Upon leaving Manchester in 1999 he moved to London to take up a post with the New Grove Dictionary of Music and Musicians. After this was published in 2001 he started working at the library of the Royal Academy of Music, and in 2005 gained a Masters degree in Library and Information Studies from University College London. In 2008 he wrote two papers on different ways of approaching the organisation of musical styles and genres (details below).

In 2002 his string quartet Folksong Suite was published by S.J. Music, and Cross-section was published by Emerson Edition in 2004. All other works are published by MidsummersdayMusic, his own web-based imprint.

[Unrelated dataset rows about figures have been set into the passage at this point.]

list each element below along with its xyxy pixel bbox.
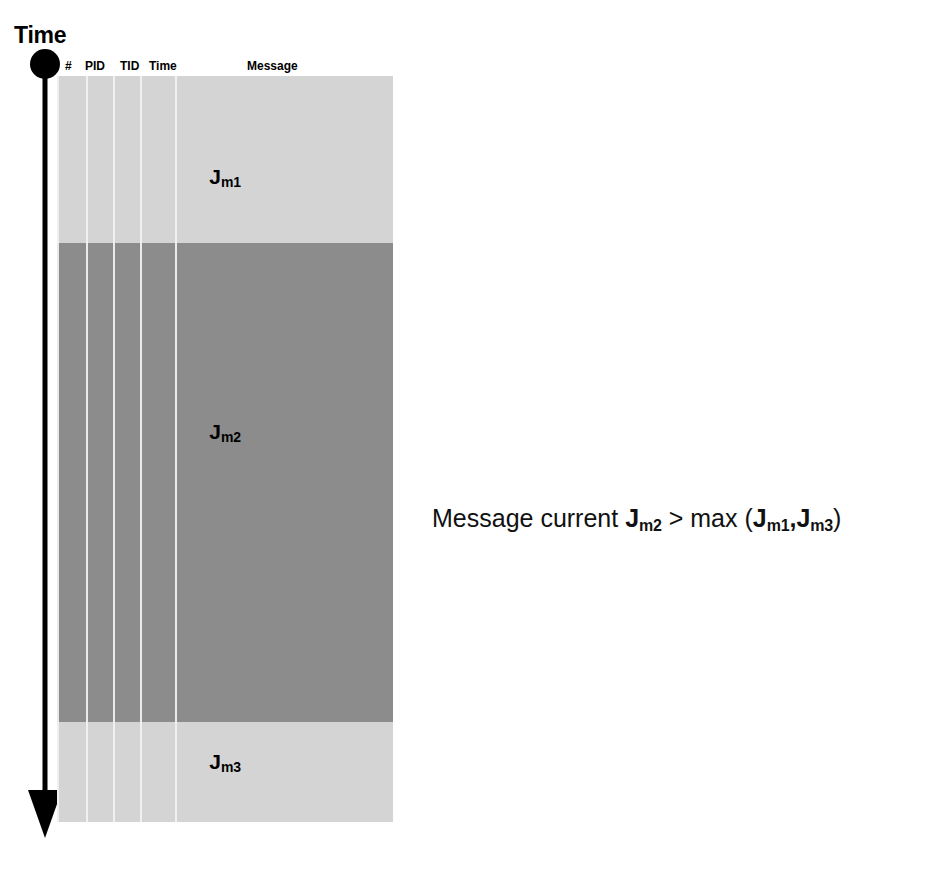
caption-arg2-subscript: m3 — [810, 517, 833, 534]
band-label-jm3-base: J — [209, 750, 221, 773]
caption-text: Message current Jm2 > max (Jm1,Jm3) — [432, 505, 841, 533]
caption-arg1-subscript: m1 — [767, 517, 790, 534]
column-header-tid: TID — [120, 56, 139, 76]
time-axis-title: Time — [14, 24, 66, 47]
caption-term-subscript: m2 — [639, 517, 662, 534]
band-label-jm3: Jm3 — [57, 751, 393, 772]
column-separator-4 — [140, 76, 142, 822]
column-separator-3 — [113, 76, 115, 822]
band-label-jm1-subscript: m1 — [221, 174, 241, 190]
message-band-jm2 — [57, 243, 393, 722]
column-separator-2 — [86, 76, 88, 822]
caption-arg2-base: J — [796, 504, 810, 532]
column-header-time: Time — [149, 56, 177, 76]
caption-operator: > max ( — [662, 504, 753, 532]
caption-lead: Message current — [432, 504, 625, 532]
column-separator-5 — [175, 76, 177, 822]
trace-table-body: Jm1 Jm2 Jm3 — [57, 76, 393, 822]
column-header-pid: PID — [85, 56, 105, 76]
column-separator-1 — [57, 76, 59, 822]
band-label-jm3-subscript: m3 — [221, 759, 241, 775]
caption-arg1-base: J — [753, 504, 767, 532]
table-header: # PID TID Time Message — [57, 56, 393, 76]
caption-close-paren: ) — [833, 504, 841, 532]
band-label-jm2-base: J — [209, 420, 221, 443]
column-header-num: # — [65, 56, 72, 76]
band-label-jm2: Jm2 — [57, 421, 393, 442]
band-label-jm2-subscript: m2 — [221, 429, 241, 445]
column-header-message: Message — [247, 56, 298, 76]
message-band-jm1 — [57, 76, 393, 243]
diagram-canvas: Time # PID TID Time Message Jm1 Jm2 Jm3 … — [0, 0, 938, 872]
caption-term-base: J — [625, 504, 639, 532]
band-label-jm1-base: J — [209, 165, 221, 188]
band-label-jm1: Jm1 — [57, 166, 393, 187]
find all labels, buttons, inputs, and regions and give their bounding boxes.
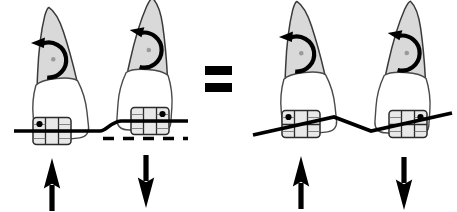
equals-bar-bottom xyxy=(205,83,232,92)
force-arrow-down xyxy=(138,155,154,208)
equals-sign xyxy=(205,66,232,92)
force-arrow-up xyxy=(44,158,60,211)
orthodontic-diagram-svg xyxy=(0,0,457,212)
equals-bar-top xyxy=(205,66,232,75)
right-panel xyxy=(253,0,452,210)
force-arrow-up xyxy=(293,156,309,209)
left-panel xyxy=(14,0,188,211)
figure-canvas: Equivalent force systems of an orthodont… xyxy=(0,0,457,212)
force-arrow-down xyxy=(396,157,412,210)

Recent projects include two pieces for the pianist Marcus Andrews (Pianobox, 2008, and Modus operandi, 2010), both of which have been performed by him. Rebel Amendment for violin and piano was performed in the Foundling Museum, London, in 2008 by Cathy Fox and Merel van der Knoop, who had commissioned it. U-Bahn for two violas and violin, commissioned by David Eugene Webb, was completed in 2010.

Michael also play viola in a band with South African composer and songwriter Chris Letcher.


'The genre jungle: organizing pop music recordings', in Radical cataloging: essays at the front, edited by K.R. Roberto (McFarland, 2008), pp.53-68.
'Holidays, industrial, shopping: what production music tells us about how we organise music', in Brio, vol.45, no.2 (autumn-winter 2008), pp.41-45.